Herschel Smith at The Captain's Journal ("dedicated to the dissemination of conservative views, based on a solidly and consistently conservative world view, on matters political and military") presents some optimistic analysis.

Money quote(s):

"We must remove the radical Mullahs or support those who would in order to avoid a regional conflagration in the near term. Everyone in the State Department already knows this, or if they don’t, they aren’t qualified to be in the employ of the government. I’m not quite sure which group is larger. One year and four months ago I forecasted that “the State Department will begin the administration will high hopes, excitement and grand ambitions for the role of diplomacy, negotiations and multi-lateral talks. By the end of the administration, a general malaise and confusion will have descended upon the entire State Department, and yet there will still be sparse and shallow understanding of why negotiations have so miserably failed to prevent or ameliorate the various calamities for which they were targeted.”"

Friday, March 26, 2010

re: "Contractors Tied to Effort to Track and Kill Militants"

Herschel Smith at The Captain's Journal ("dedicated to the dissemination of conservative views, based on a solidly and consistently conservative world view, on matters political and military") cuts to the heart of this: money.

Money quote(s):

"So the story line is that Jordan and his cohorts were hired to build and maintain a web site similar to Iraq Slogger, except for Afghanistan. I don’t believe that charging for content on Iraq Slogger worked out very well, and they apparently worked a deal with the DoD to fund this new web site with tax dollars.
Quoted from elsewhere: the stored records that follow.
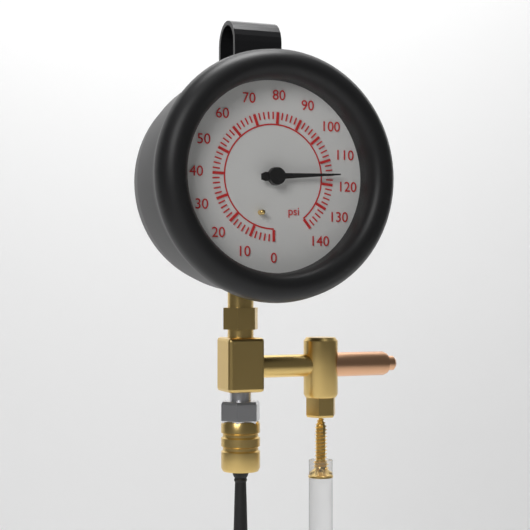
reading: 116 psi
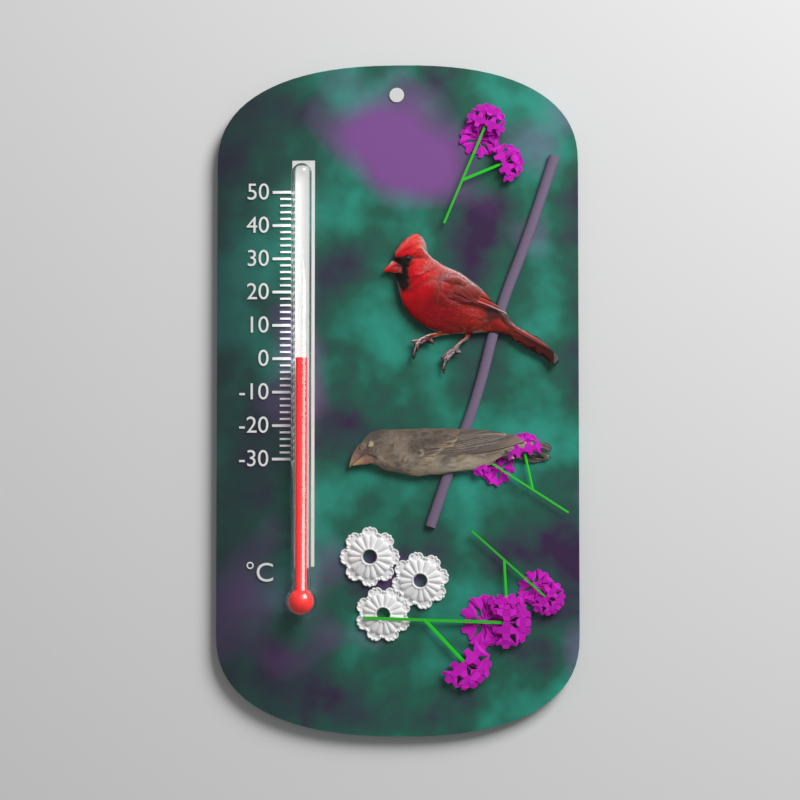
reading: 0 °C
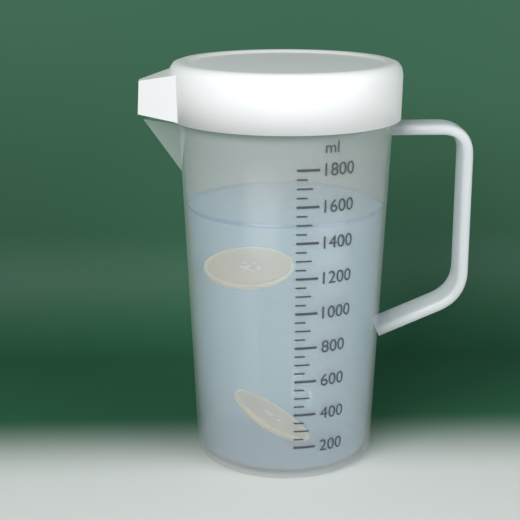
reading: 1500 ml
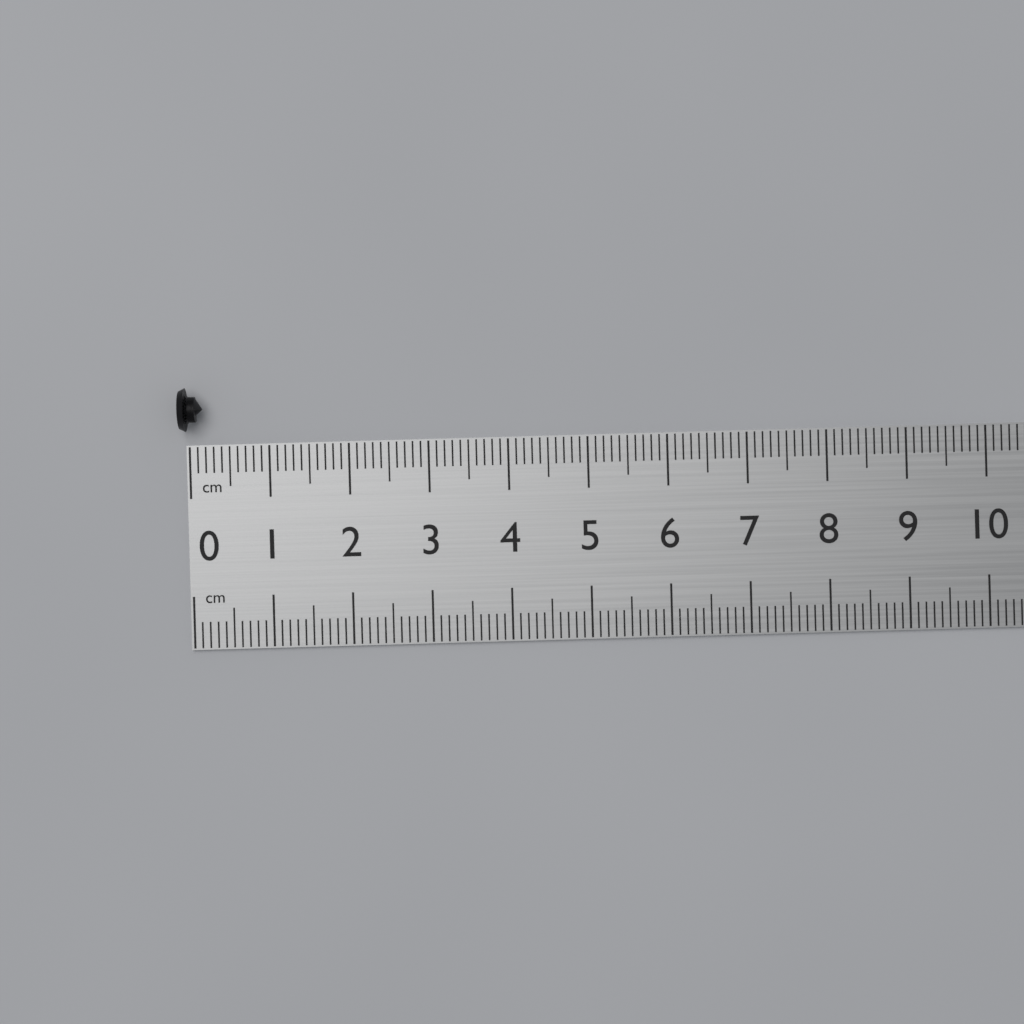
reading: 0.2 cm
Some of “their” money got diverted to use in actually developing real intelligence and killing the enemy, and they went to The New York Times, complaining and moaning about lost revenue.

Since I have gone on record demanding a covert campaign to foment an insurgency inside of Iran (as well as advocated targeted assassinations of certain figures such as Moqtada al Sadr and others), it should come as no surprise that I have no problem with dollars being spent wherever they are best utilized. It’s amusing that a government official said “no legitimate intelligence operations got screwed up.” No, to the contrary, these dollars redounded to success. There is a lesson in this.
"

&

"(T)here is the moralistic element to this account. It’s an outrage: his information was “being used to kill people,” intoned the flabbergasted Pelton. This is the same preening, holier than thou, sanctimonious crap that we heard from the anthropologists who weighed in against the use of human terrain teams – as if war isn’t a legitimate application for anthropology. Every enlisted man and officer in war practices anthropology every day."